The belief was the wreck would be in pristine condition, which is what heightened the romance of the story. A huge ocean liner in perfect condition sitting on the bottom of the ocean waiting to be raised. That's what made Cussler write the novel in the first place.

I mean, really no one had explored the ocean at that depth. People didn't know how the depth would react. In many ways, finding the Titanic taught people about the deep ocean.

As far as the ship breaking up, it was always a possibility that the ship had broken up when sinking. About half the witnesses testified that it did. The only reason that it was a shock to the general public is that in movies, the ship had been shown sinking intact forever. My theory on that is that it was a special effects consideration and no one wanted to spend money on showing a ship breaking in half. It was far cheaper to just sink the thing intact. And FAR more romantic and poetic so see a majestic liner slip peacefully beneath the waves. Look at the early movies, there aren't even people clinging to the models as they sink.

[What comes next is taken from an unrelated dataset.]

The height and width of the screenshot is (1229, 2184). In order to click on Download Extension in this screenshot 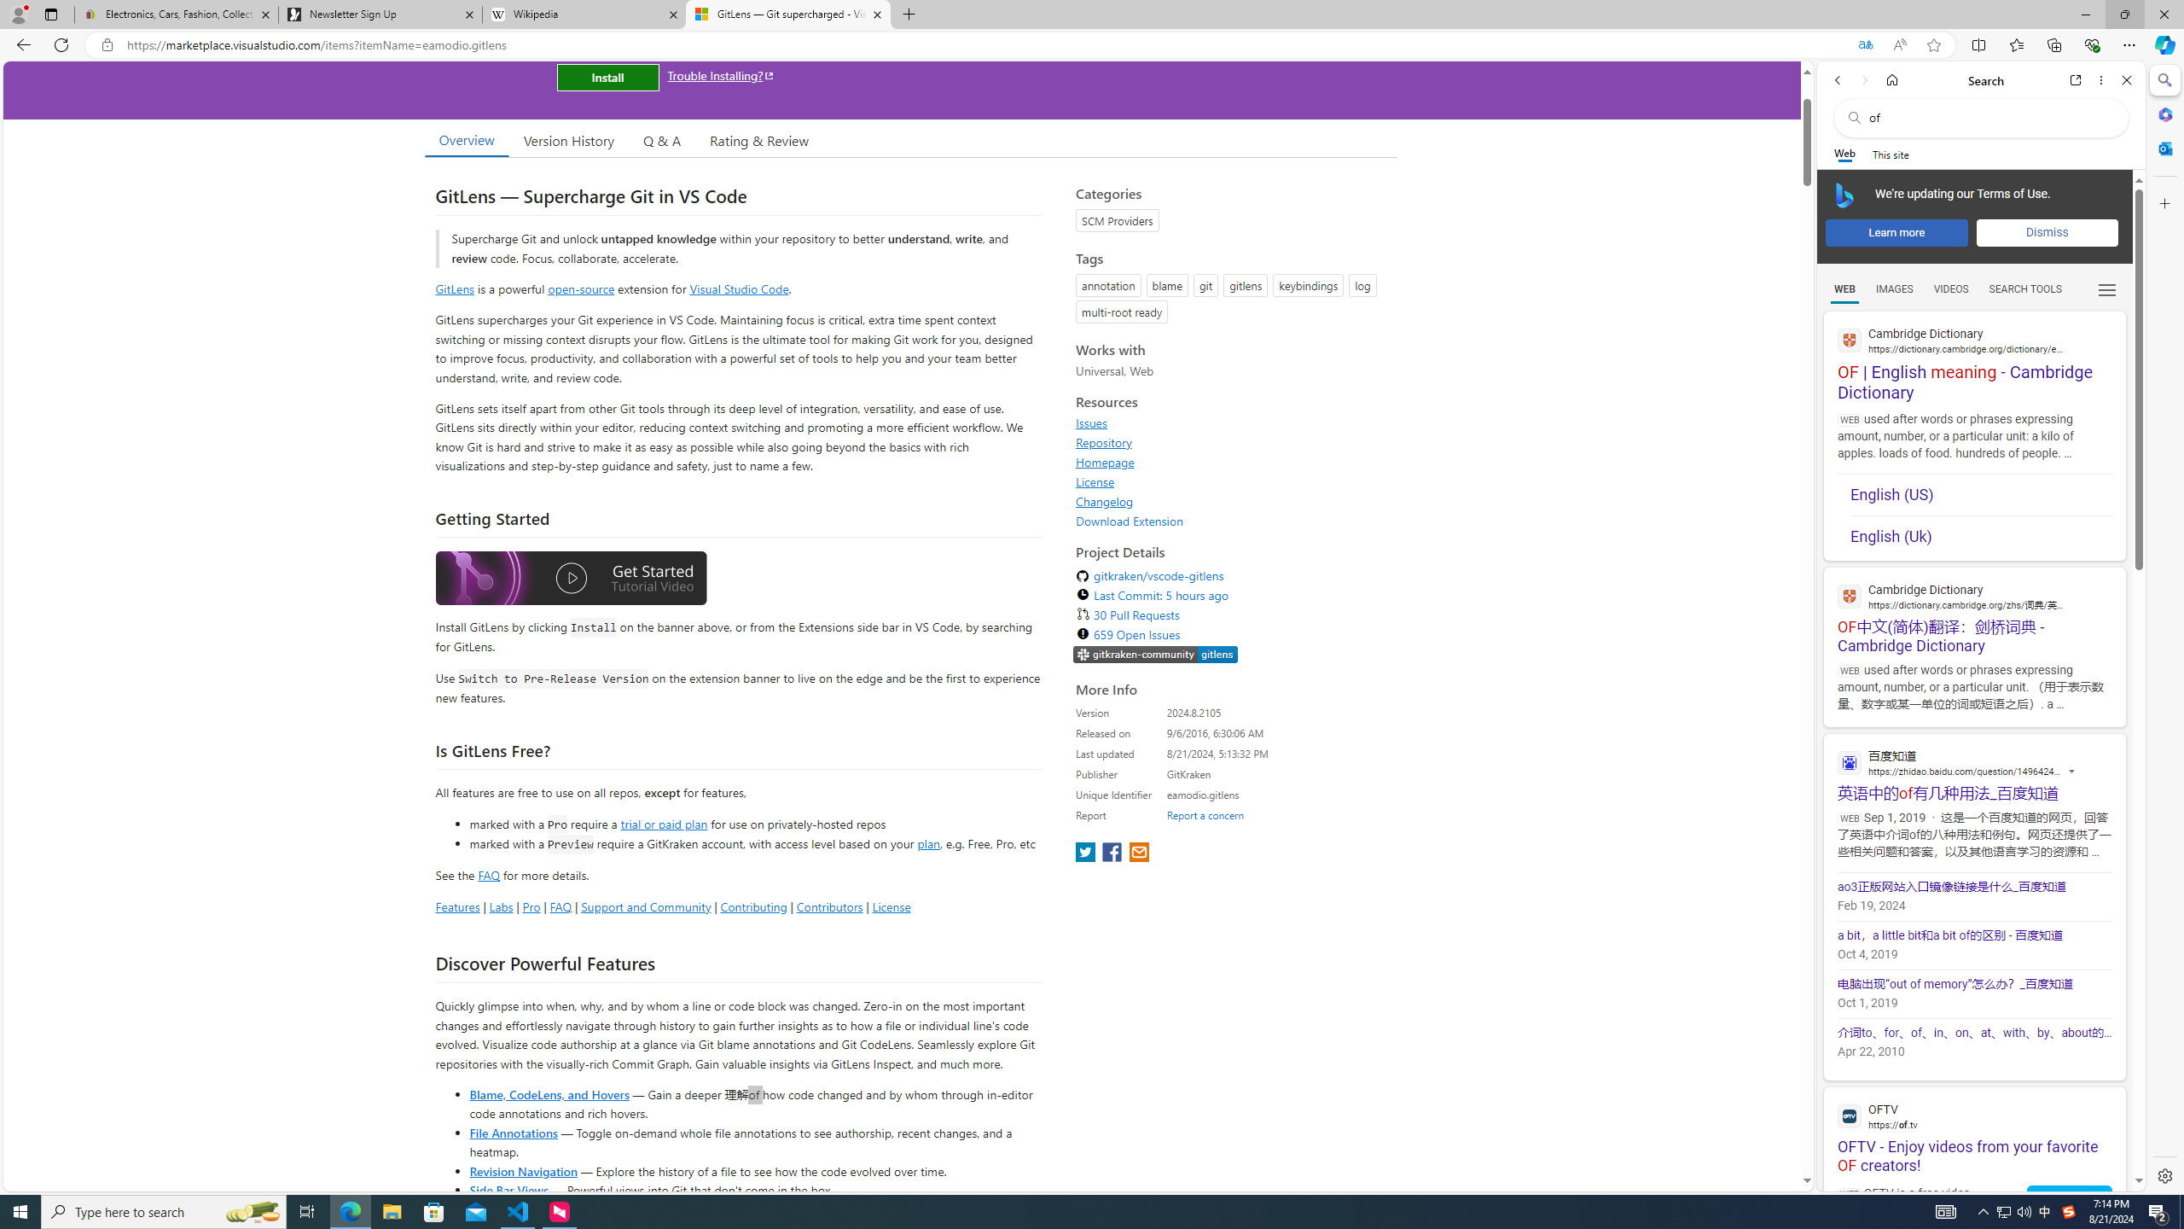, I will do `click(1130, 520)`.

They just go under silently, save for some rumbling. Seeing the ship break up would have ruined some of that.

Therefore, the testimony of those that saw the ship break up was forgotten over the years in favor of Hollywood romance.

So, yes. People thought that it was in perfect condition. And I think a lot of people thought that it was in one piece. Cussler probably suspected that it wasn't. But it made for a better story to depict it was being in one piece.